Hamptons Subway Newsletter: Week of September 14–20, 2018
Week of September 14–20, 2018
Riders this past week: 34,388
Rider miles this past week: 93,812
DOWN IN THE TUBE
Singers Paul Simon, Sir Paul McCartney and Billy Joel were seen riding the subway together from the Montauk Lighthouse station to Amagansett after the Montauk Lighthouse fundraiser last week, where Paul Simon played for the crowd. Simon and McCartney were allowed to bring their guitars on the subway, but Joel, who came with a grand piano on wheels, was told to leave the piano on the platform, which he did.
SUBWAY FOOT LONGS ARE INDEED
The Subway restaurant chain has had a longtime contract with Hamptons Subway to operate food kiosks on all 17 platforms. This summer, for the first time, several customers complained the foot-longs were 11 inches. As a result, Commissioner Aspinall deployed the Hamptons Subway SWAT Team. Armed with rulers, they descended by surprise on every platform exactly at 8:45 a.m. to measure the foot-longs simultaneously. All were at least 12 inches in length, much to the Commissioner’s surprise. He expected at least one sub-12-inch footlong and had intended to impose a 15% tariff because of it. Now he is angry at the SWAT team and intends to investigate them to see if there is a “worm in the apple,” as he put it. We, his staff, try to protect him from his own worse instincts. Sometimes we are successful, sometimes not.
ART SHOW
The third grade class of the new Clarence Bramblewood Prep School in Southampton will be having a lemonade and cheese art opening of the students’ work on the westbound platform of the Water Mill Station on September 22 from 4 to 6 p.m. The artwork, which is intended to simulate graffiti on Hamptons Subway—something that gets scrubbed off every night—was created in Crayola on butcher paper. The show will hang from the platform walls until October 31. Enjoy.
WOOD PANELS
Hamptons Subway trains are safe underground during gales and hurricanes, but during the night when the subway system shuts down so the platforms, tunnels and tracks can be scrubbed clean, they are taken to the above ground Montauk Yards by Fort Pond Bay for their separate going over. Here they are vulnerable to storms, and so when one threatens, the subway car windows are fitted with tight-fitting wooden storm shutters for the night and only the insides are gone over. These shutters get removed as the eight subway trains head for the tunnels at 6 a.m.
Last Wednesday, Abe Fortune, whose job it is to crowbar off the storm shutters as the trains leave, failed to remove the shutters on the last subway train as it went out to pick up passengers at “Downtown Montauk,” the train’s first stop. Without heat or air conditioning, the passengers banged on the windows until the Amagansett stop when everybody staggered off all sweaty and angry as the sliding doors opened.
A lawsuit has followed, not from any passenger (all are okay) but from Abe’s wife Maria Fortune, who said that Commissioner Aspinall’s firing of her husband was a disgraceful harassment, and he should have been issued a warning. He had thought he had done all eight trains. She filed a harassment lawsuit against Hamptons Subway and called Commissioner Aspinall “stupid” on Twitter, and because of that the Commissioner, who tweets every morning, is banning her from ever using the subway and hopes to have her deported to Guatemala before nightfall, even if she is a U.S. citizen. “Sad,” he tweeted.
COMMISSIONER ASPINALL’S MESSAGE
This Maria lady should stay out of her husband’s business. Isn’t that what the Women’s Movement is all about? Guatemala here she comes. Sad.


WHAT YOU ARE ASKED TO DO
Print the listing below in full. Alter nothing.
>>>>
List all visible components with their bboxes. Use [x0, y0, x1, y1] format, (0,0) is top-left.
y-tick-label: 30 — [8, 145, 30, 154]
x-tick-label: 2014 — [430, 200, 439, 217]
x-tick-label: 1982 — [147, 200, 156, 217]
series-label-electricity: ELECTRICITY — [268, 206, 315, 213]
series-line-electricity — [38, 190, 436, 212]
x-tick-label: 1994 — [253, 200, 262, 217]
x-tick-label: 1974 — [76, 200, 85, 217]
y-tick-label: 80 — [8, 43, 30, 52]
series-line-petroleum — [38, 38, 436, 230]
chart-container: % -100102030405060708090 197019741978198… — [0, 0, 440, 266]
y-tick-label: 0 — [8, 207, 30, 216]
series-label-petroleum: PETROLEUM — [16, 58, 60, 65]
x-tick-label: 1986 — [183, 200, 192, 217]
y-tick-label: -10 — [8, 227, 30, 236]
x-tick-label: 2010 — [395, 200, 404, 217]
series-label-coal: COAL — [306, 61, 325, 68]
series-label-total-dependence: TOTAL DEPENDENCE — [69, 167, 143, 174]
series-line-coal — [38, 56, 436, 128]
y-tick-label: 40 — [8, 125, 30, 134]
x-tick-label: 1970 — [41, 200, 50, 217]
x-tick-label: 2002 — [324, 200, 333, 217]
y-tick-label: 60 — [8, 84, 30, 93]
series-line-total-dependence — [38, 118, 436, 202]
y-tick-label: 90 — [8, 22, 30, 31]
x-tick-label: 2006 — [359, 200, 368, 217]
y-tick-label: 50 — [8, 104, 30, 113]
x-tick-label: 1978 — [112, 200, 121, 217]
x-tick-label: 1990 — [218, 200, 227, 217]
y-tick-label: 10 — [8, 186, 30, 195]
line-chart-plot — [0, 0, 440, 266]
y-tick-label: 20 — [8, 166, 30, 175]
<<<<
WRITTEN SOLUTION
List all visible components with their bboxes. Use [x0, y0, x1, y1] format, (0,0) is top-left.
y-tick-label: 30 — [8, 145, 30, 154]
x-tick-label: 2014 — [430, 200, 439, 217]
x-tick-label: 1982 — [147, 200, 156, 217]
series-label-electricity: ELECTRICITY — [268, 206, 315, 213]
series-line-electricity — [38, 190, 436, 212]
x-tick-label: 1994 — [253, 200, 262, 217]
x-tick-label: 1974 — [76, 200, 85, 217]
y-tick-label: 80 — [8, 43, 30, 52]
series-line-petroleum — [38, 38, 436, 230]
chart-container: % -100102030405060708090 197019741978198… — [0, 0, 440, 266]
y-tick-label: 0 — [8, 207, 30, 216]
series-label-petroleum: PETROLEUM — [16, 58, 60, 65]
x-tick-label: 1986 — [183, 200, 192, 217]
y-tick-label: -10 — [8, 227, 30, 236]
x-tick-label: 2010 — [395, 200, 404, 217]
series-label-coal: COAL — [306, 61, 325, 68]
series-label-total-dependence: TOTAL DEPENDENCE — [69, 167, 143, 174]
series-line-coal — [38, 56, 436, 128]
y-tick-label: 40 — [8, 125, 30, 134]
x-tick-label: 1970 — [41, 200, 50, 217]
x-tick-label: 2002 — [324, 200, 333, 217]
y-tick-label: 60 — [8, 84, 30, 93]
series-line-total-dependence — [38, 118, 436, 202]
y-tick-label: 90 — [8, 22, 30, 31]
x-tick-label: 2006 — [359, 200, 368, 217]
y-tick-label: 50 — [8, 104, 30, 113]
x-tick-label: 1978 — [112, 200, 121, 217]
x-tick-label: 1990 — [218, 200, 227, 217]
y-tick-label: 10 — [8, 186, 30, 195]
line-chart-plot — [0, 0, 440, 266]
y-tick-label: 20 — [8, 166, 30, 175]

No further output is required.